Drivers of shortages
The report links shortages in the North to insecurity, poor infrastructure and the outward migration of trained health workers. External migration figures included in the analysis record 7,487 nurses and 3,919 doctors among those who have moved abroad.
Public and private sector employment of doctors also declined between 2023 and 2024. Licensed doctors engaged in the public sector fell from 24,681 to 23,435, while private sector engagement dropped from 9,213 to 8,392. Despite the fall, the public sector remains the dominant employer, accounting for roughly 74 per cent of engaged doctors.
Government response and remaining gaps
The report notes several workforce-strengthening efforts undertaken in 2025. Nursing school enrolment rose from 37,470 students in 2023 to 44,451 in 2025, a 19 per cent increase. The government recruited 1,155 skilled birth attendants across five states and hired 13,434 community-based health workers in 11 states. To support frontline staff, 60,000 midwives received workwear and personal protective equipment and an additional 37,000 kits were procured for distribution.
Yet the report stresses that maldistribution — not just absolute shortages — remains a major obstacle to equitable access to care.
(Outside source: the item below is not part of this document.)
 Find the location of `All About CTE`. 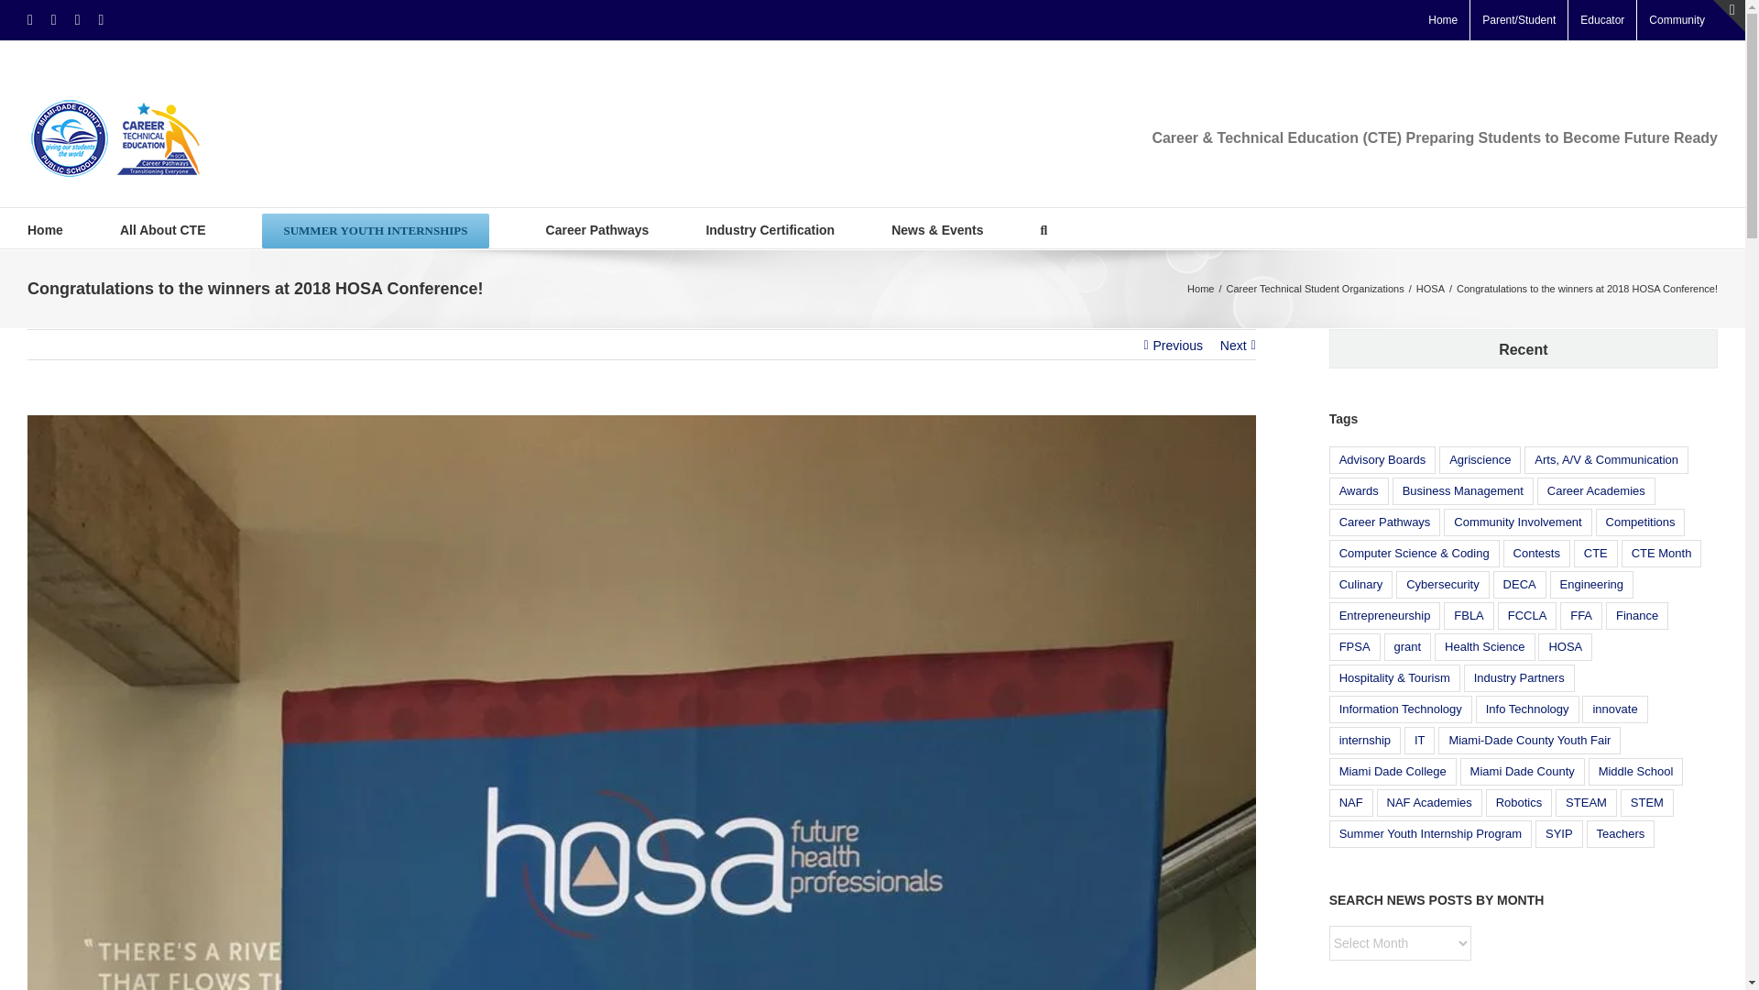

Northern states continue to report severe shortfalls of doctors and specialists such as radiographers, optometrists and physiotherapists, undermining the ability of primary health centres and rural clinics to provide comprehensive services.
What comes next
Addressing these imbalances will require a mix of actions: improving security and infrastructure in underserved areas, incentivising rural placements and retention, expanding training and career pathways for mid-level cadres, and tackling the drivers of external migration. Strengthening supervision, investing in telemedicine and formalising task-sharing practices with CHPs can also help expand access more quickly — but such measures must be paired with long-term investments to rebuild confidence among health professionals to work in hard-to-reach areas.
As Nigeria seeks to meet national and global health targets, the 2025 report makes clear that numbers alone will not suffice: where health workers live and practise will determine whether communities can get timely and quality care.